The latest post on the EOL blog (Biodiversity in a rapidly changing world) really, really annoys me. It claims that Nope, I suggest it demonstrates just how limited EOL is. If I view the page for the red lionfish I get an out of date map from GBIF that shows a very limited distribution, and doesn't show the introductions in Florida and the Bahamas (I have to wade through text to find reference to the Florida introduction, and the page doesn't

Published

Quick note to say how much I like the programmers' Q & A site Stack Overflow. I've only asked two questions, but the responses have been rapid and useful. I found out about Stack Overflow by listening to the Stack Overflow podcast episodes on IT Conversations (which carry a lot of other podcasts as well). For a wannabe geek, these podcasts are a great source of ideas.

Published

I've put the my Elsevier Challenge demo online. I'm still loading data into it, so it will grow over the next day or so. There's also the small matter of writing a paper on what's under the hood of the demo. Feel free to leave comments on the demo home page.

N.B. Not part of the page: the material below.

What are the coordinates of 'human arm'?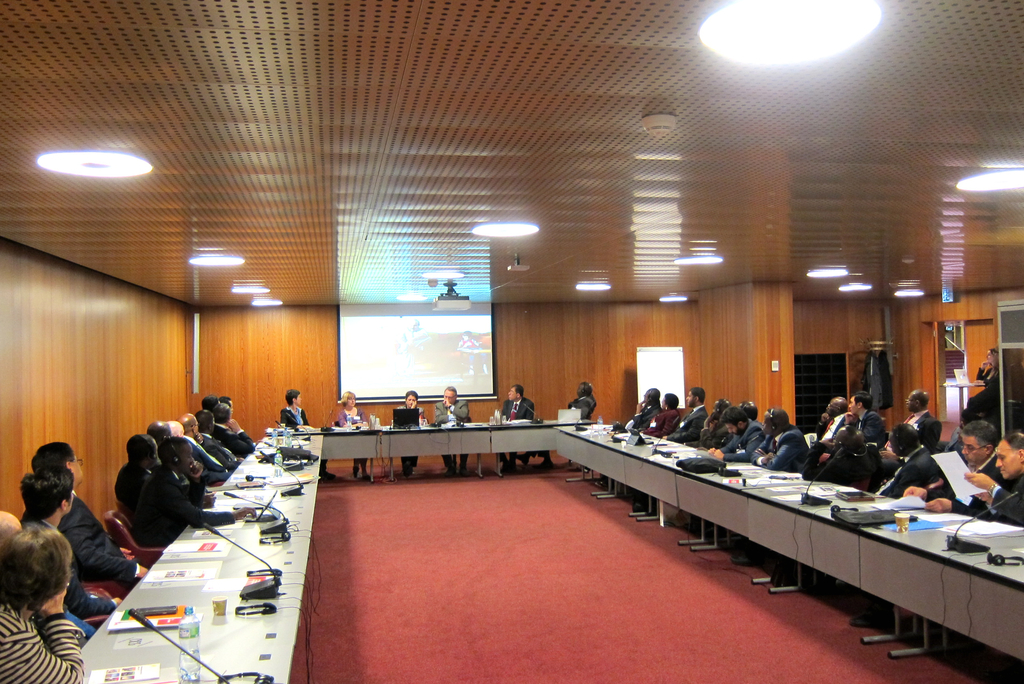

For some example of what the project does, take a look at Mitochondrial paraphyly in a polymorphic poison frog species (Dendrobatidae;

Published

One of the things I've struggled with most in putting together a web site for the challenge is how to summarise that taxonomic content of a study. Initially I was playing with showing a subtree of the NCBI taxonomy, highlighting the taxa in the study. But this assumes the user is familiar with the scientific names of most of life. I really wanted something that tells you "at a glance" what the study is about.

Published

One of the judges for the Elsevier Article 2.0 Contest is Andrew Perry, whose blog has some posts on Noel O'Boyle's OpenRef idea (see DOI or DOH? Proposal for a RESTful unique identifier for papers). Andrew discusses some implementations he has come up with, and compares OpenRef with OpenURL. This prompted me to add OpenRef-style identifiers to bioGUID's OpenURL resolver.